The women ordered Bacardi-and-Cokes and tried their best to talk to me. But I had been drinking far too much and had become
somewhat — no, excessively — morose and introspective. Despite my best efforts, I could not shake the gloominess off and presently
the pair of them lost interest in me. I heard one of them whispering:

—He's too old. He wouldn't have any lead in his pencil, Jackie.

—You know there are rumours going around about him? My husband says he's not all that he seems.

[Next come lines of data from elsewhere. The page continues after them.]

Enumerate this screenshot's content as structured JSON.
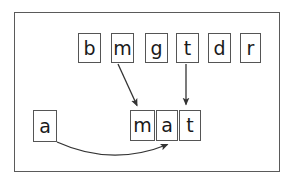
{
  "diagram": {
    "frame": {
      "x": 14,
      "y": 12,
      "width": 266,
      "height": 160,
      "border_color": "#5a5a5a",
      "background": "#ffffff"
    },
    "tile_style": {
      "fill": "#ffffff",
      "border_color": "#555555",
      "text_color": "#1a1a1a"
    },
    "letter_bank": {
      "name": "top-letter-row",
      "tiles": [
        {
          "letter": "b",
          "x": 78,
          "y": 33,
          "w": 23,
          "h": 30
        },
        {
          "letter": "m",
          "x": 111,
          "y": 33,
          "w": 23,
          "h": 30
        },
        {
          "letter": "g",
          "x": 145,
          "y": 33,
          "w": 23,
          "h": 30
        },
        {
          "letter": "t",
          "x": 176,
          "y": 33,
          "w": 23,
          "h": 30
        },
        {
          "letter": "d",
          "x": 208,
          "y": 33,
          "w": 23,
          "h": 30
        },
        {
          "letter": "r",
          "x": 240,
          "y": 33,
          "w": 21,
          "h": 30
        }
      ]
    },
    "source_tile": {
      "name": "left-letter-tile",
      "letter": "a",
      "x": 33,
      "y": 110,
      "w": 24,
      "h": 32
    },
    "target_word": {
      "name": "built-word-row",
      "word": "mat",
      "tiles": [
        {
          "letter": "m",
          "x": 130,
          "y": 110,
          "w": 25,
          "h": 31
        },
        {
          "letter": "a",
          "x": 156,
          "y": 110,
          "w": 22,
          "h": 31
        },
        {
          "letter": "t",
          "x": 179,
          "y": 110,
          "w": 22,
          "h": 31
        }
      ]
    },
    "arrows": [
      {
        "name": "arrow-m-diagonal",
        "kind": "straight",
        "from_letter": "m",
        "to_letter": "m",
        "x1": 118,
        "y1": 64,
        "x2": 137,
        "y2": 107,
        "color": "#333333"
      },
      {
        "name": "arrow-t-vertical",
        "kind": "straight",
        "from_letter": "t",
        "to_letter": "t",
        "x1": 186,
        "y1": 64,
        "x2": 186,
        "y2": 106,
        "color": "#333333"
      },
      {
        "name": "arrow-a-curved",
        "kind": "curved",
        "from_letter": "a",
        "to_letter": "a",
        "x1": 57,
        "y1": 142,
        "cx": 110,
        "cy": 163,
        "x2": 169,
        "y2": 143,
        "color": "#333333"
      }
    ]
  }
}
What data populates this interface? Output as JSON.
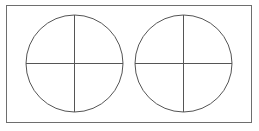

I stiffened sharply the minute I heard her saying that. Because it had just dawned on me who her husband was none other than
the interfering driver. I felt my fist clenching but restrained myself admirably:

—Auld Pappie, I said, now be a good Pappie.

As I drove home from the club in the early hours of the morning, I cheered myself by thinking how absolutely perfect it had
been for Ronan Collins to play a John Martyn record that day I'd found Catherine, when my search had come to an end. Or one
which had sounded very much like him - husky and kind of deeply spiritual, otherworldly.

—May you never lay your head down without a hand to hold, I sang softly to myself.

It was a long way from the oppressive, furtive atmosphere of an obnoxious nightclub with its covetous, duplicitous, scrawny-legged
dancers. And suspicious taxi drivers' wives muttering accusations against you. All inhabiting a place that held no attractions,
a place that was dead and redundant, calcified.

For that was how it seemed to me now - a world of ash.

When compared with our crystal castle of the heart, our winterwood home where we'd endure for ever and beyond.

As Ned would say:

Till the very last pea was out of the pot, Till the angels quit heaven's golden halls.